That makes the New York City-based clothing chain pretty typical of the retail world. IT shops in the retail industry, which for years have tended to write applications in-house, are in the midst of a migration away from home-grown custom applications and toward commercial software packages.
J. Crew sells its clothes through catalogs, its Web site and at over 175 stores nationwide. Until the move to SAP, which the company began using in 1999, J. Crew ran on a traditional mainframe environment, with applications written in COBOL running under CICS on an IBM 3090 mainframe.
As the company began expanding overseas -- it has 60 stores in Japan -- and adding a Web site and ecommerce operations, it found that "bolting together all the homegrown systems was becoming more and more of a problem," says Paul Fusco, J. Crew's CIO.
That seems to be true for much of the retail industry, according to Harvey Braun, a partner at Deloitte Consulting and former head of that firm's retail group. "The systems that retailers have lived with for years have become very cumbersome," he says. "There's no more room for wire and chewing gum to keep them going."
J. Crew, along with the rest of the retail world, wasn't necessarily writing its own application by choice. Until recently, says Greg Buzek, president of retail analyst firm IHL Consulting, in Boynton Beach, Fla., retailers had to write their own applications because commercial software packages weren't available or were still maturing. Today, applications designed specifically for retail are available from a number of vendors, including SAP, Minneapolis, Minn.-based Retek Inc., and Scottsdale, Arizona's JDA Software Group.
Cuffed or Hemmed?
The lack of commercial packages is due in part to the challenges of writing software that meets the specific needs of the retail industry. A clothing retailer and an auto parts maker both might need to track tens of thousands of different products. When a clothing store, sells a pair of pants to customer, however, it has to track not only the product number, but that the pants have a 36-inch waist and 32-inch inseam, are dark brown, made of cotton, and whether they are cuffed or hemmed.
While software packages for retailers that can handle this complexity are now becoming available, old habits die hard. Retailers are moving towards packaged applications, says Buzek, but they still tend to customize what they buy. "The specialty hard goods players -- stores like Home Depot, Circuit City and Best Buy -- are for the most part buying off-the-shelf products that give them 75% or 80% of the finished product, and then customizing the tail end of it," he says.
That can lead to its own problems, however. "One of the lingering issues is that many people are still inclined to over-modify the packages," says Braun. "Some of these packages are difficult to maintain once they've been modified extensively."
Other pressures, including simple economics, are pushing the retail world towards packaged applications as well. Department stores, for example, "have traditionally done a lot of their own development," says Buzek. "That's changing because of the overhead involved. They have to start acting more like the discounters, and they can't afford to have a huge staff writing code."
That is true for the rest of the retail world as well, says Fusco. "J. Crew is running with probably ten percent fewer people than we had two years ago," he says. "And we're not alone. The whole retail industry is running with less people now than we had 10 or 12 years ago."
Find the right people is also more of challenge today. In the past, says Fusco, J. Crew's had a "monolithic" development environment. "We used one programming language," he says, "and everybody could do everything, so the only issue was who was going to write the inventory module and who would do purchasing. Today you've got Java, you've got XML, you've got Windows 98 and 2000, NT, Unix... Finding people trained in all the different technologies is much more complex."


> **What to work on**: Up to and including the line bearing "Image is 868x327 pixels.", output every line of the entries exactly as written, starting from the first; pictures stay out.

> **Excerpts from an interface dataset**:
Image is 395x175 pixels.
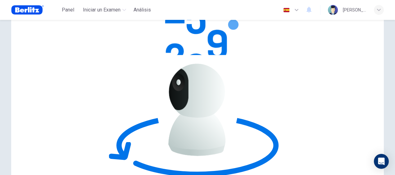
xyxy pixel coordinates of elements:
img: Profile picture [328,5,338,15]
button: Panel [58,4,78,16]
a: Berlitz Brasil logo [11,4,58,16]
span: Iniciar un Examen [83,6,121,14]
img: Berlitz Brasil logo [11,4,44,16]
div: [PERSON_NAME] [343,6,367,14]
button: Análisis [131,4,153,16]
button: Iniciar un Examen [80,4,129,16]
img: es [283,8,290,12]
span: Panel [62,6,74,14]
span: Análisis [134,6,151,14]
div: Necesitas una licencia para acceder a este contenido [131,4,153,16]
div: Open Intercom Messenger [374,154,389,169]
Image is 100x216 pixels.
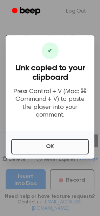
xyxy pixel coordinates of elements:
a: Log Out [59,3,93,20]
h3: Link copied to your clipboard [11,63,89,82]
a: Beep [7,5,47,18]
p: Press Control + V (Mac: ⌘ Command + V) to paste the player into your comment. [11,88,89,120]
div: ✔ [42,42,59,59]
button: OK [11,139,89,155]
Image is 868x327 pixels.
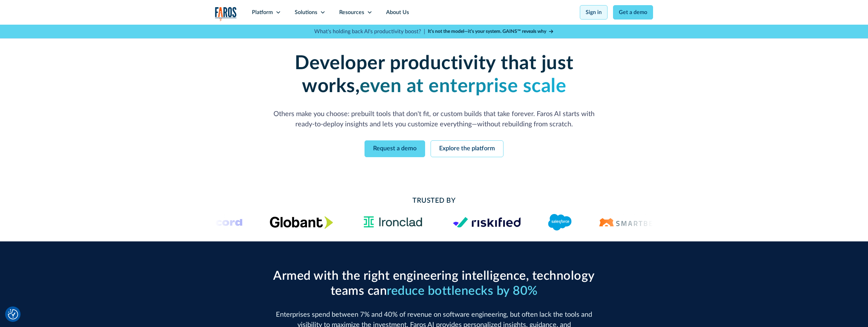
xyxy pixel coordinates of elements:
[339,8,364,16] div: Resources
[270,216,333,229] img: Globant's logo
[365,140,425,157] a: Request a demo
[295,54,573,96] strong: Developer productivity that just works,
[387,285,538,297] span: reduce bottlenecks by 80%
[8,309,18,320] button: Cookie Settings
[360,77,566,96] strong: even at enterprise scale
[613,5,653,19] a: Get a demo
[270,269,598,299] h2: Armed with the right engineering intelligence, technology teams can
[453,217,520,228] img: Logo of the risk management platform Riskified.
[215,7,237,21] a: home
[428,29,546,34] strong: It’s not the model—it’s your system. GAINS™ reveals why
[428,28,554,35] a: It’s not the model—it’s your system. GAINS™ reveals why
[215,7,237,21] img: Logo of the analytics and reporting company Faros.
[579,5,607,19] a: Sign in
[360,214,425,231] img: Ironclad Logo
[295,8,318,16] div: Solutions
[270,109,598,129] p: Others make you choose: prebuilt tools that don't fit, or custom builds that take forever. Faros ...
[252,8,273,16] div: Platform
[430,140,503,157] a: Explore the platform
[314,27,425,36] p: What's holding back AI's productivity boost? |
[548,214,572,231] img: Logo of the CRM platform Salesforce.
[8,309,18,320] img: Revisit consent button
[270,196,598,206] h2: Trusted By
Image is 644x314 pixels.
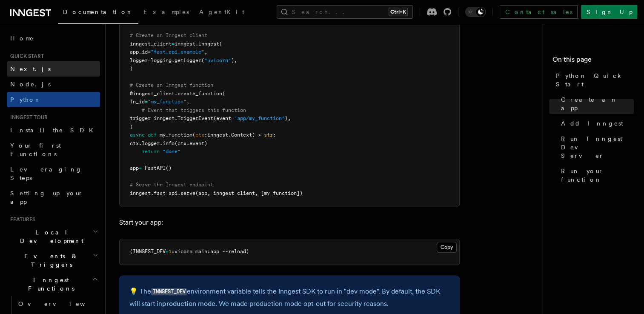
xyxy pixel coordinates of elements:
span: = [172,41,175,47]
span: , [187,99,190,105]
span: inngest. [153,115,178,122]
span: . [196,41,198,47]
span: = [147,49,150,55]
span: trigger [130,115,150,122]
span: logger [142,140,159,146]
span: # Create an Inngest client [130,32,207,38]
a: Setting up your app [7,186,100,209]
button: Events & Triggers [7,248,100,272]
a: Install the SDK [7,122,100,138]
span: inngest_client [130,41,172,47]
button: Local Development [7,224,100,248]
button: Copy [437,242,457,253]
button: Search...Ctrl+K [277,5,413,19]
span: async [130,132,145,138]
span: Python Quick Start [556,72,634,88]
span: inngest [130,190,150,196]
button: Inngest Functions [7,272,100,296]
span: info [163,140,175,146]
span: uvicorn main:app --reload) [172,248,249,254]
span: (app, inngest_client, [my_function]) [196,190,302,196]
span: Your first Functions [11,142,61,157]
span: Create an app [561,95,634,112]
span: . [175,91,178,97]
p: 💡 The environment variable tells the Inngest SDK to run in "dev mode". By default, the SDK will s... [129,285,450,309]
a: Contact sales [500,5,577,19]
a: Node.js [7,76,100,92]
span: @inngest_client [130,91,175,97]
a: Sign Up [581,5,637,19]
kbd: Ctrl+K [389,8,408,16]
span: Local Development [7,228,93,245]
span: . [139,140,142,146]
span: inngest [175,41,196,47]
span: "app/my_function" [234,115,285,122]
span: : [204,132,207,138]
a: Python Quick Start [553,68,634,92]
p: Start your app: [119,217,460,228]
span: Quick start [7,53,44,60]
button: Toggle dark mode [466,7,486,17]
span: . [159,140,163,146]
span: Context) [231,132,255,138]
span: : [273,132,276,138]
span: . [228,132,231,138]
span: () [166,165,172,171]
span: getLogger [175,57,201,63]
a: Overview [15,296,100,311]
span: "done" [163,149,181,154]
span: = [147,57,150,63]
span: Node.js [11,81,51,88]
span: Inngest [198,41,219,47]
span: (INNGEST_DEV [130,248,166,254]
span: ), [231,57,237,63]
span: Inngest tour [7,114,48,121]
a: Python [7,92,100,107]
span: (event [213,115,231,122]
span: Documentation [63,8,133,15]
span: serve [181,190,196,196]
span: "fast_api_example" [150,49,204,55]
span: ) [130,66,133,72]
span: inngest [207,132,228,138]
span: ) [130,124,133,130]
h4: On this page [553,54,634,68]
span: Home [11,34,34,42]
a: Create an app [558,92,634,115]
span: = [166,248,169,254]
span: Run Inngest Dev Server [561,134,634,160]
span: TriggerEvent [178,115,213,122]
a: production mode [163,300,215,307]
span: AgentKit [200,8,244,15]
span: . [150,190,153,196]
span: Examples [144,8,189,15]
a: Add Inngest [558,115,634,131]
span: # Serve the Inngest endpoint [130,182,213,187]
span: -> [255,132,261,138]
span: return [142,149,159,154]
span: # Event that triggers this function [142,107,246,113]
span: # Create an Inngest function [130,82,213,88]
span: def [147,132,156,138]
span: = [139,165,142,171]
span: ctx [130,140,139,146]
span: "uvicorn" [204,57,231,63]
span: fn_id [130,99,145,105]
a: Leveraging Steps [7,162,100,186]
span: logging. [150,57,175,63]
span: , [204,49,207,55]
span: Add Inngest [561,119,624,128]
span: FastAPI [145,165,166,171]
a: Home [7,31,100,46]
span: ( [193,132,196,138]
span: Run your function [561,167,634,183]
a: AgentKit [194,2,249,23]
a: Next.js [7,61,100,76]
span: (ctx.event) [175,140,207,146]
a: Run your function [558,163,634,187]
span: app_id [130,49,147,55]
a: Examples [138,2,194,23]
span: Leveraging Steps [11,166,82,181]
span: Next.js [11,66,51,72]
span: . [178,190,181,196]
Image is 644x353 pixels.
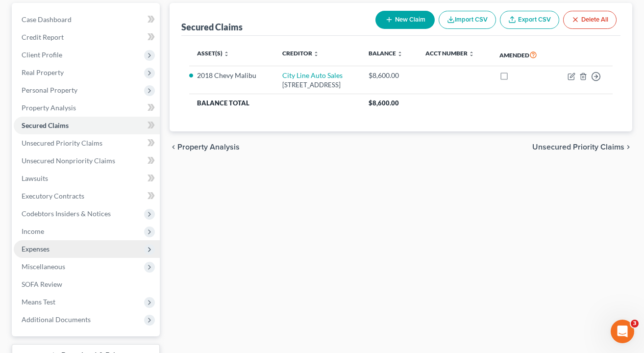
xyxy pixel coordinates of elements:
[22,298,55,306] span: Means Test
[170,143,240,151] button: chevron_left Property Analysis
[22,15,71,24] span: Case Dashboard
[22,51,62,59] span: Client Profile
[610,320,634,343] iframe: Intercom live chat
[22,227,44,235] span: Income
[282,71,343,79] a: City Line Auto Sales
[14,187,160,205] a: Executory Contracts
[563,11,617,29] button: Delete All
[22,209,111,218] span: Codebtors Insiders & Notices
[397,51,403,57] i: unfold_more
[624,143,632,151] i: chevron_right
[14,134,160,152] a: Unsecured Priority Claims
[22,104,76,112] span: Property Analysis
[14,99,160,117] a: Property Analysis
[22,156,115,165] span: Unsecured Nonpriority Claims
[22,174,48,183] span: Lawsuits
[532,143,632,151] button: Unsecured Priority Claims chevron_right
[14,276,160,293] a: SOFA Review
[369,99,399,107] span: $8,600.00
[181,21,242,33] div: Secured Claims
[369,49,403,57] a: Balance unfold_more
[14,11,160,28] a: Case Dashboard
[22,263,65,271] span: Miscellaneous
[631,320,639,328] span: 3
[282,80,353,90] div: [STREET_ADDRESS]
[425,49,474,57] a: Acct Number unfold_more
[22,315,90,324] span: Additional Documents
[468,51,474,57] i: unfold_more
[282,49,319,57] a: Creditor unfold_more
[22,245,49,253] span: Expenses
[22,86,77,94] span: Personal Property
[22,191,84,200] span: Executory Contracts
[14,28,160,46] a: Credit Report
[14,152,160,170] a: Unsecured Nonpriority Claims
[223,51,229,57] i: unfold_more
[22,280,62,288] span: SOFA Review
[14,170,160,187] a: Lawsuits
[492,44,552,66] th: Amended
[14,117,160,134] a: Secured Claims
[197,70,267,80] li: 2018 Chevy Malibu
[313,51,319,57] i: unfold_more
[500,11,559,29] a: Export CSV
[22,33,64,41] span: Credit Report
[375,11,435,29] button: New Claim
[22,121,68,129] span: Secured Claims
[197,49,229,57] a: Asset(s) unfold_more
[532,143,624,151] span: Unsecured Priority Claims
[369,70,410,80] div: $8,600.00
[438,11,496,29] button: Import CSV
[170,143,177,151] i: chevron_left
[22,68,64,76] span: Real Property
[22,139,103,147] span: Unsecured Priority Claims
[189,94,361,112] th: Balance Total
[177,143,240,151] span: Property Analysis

> **Your solution**:
Image is 395x175 pixels.
xyxy pixel coordinates of elements:
img: Profile picture [328,5,338,15]
button: Panel [58,4,78,16]
a: Berlitz Brasil logo [11,4,58,16]
span: Iniciar un Examen [83,6,121,14]
img: Berlitz Brasil logo [11,4,44,16]
div: [PERSON_NAME] [343,6,367,14]
button: Análisis [131,4,153,16]
button: Iniciar un Examen [80,4,129,16]
img: es [283,8,290,12]
span: Panel [62,6,74,14]
span: Análisis [134,6,151,14]
div: Necesitas una licencia para acceder a este contenido [131,4,153,16]
div: Open Intercom Messenger [374,154,389,169]
Image is 100x216 pixels.
xyxy pixel coordinates of elements:
a: Log Out [59,3,93,20]
h3: Link copied to your clipboard [11,63,89,82]
a: Beep [7,5,47,18]
p: Press Control + V (Mac: ⌘ Command + V) to paste the player into your comment. [11,88,89,120]
div: ✔ [42,42,59,59]
button: OK [11,139,89,155]
Image is 868x327 pixels.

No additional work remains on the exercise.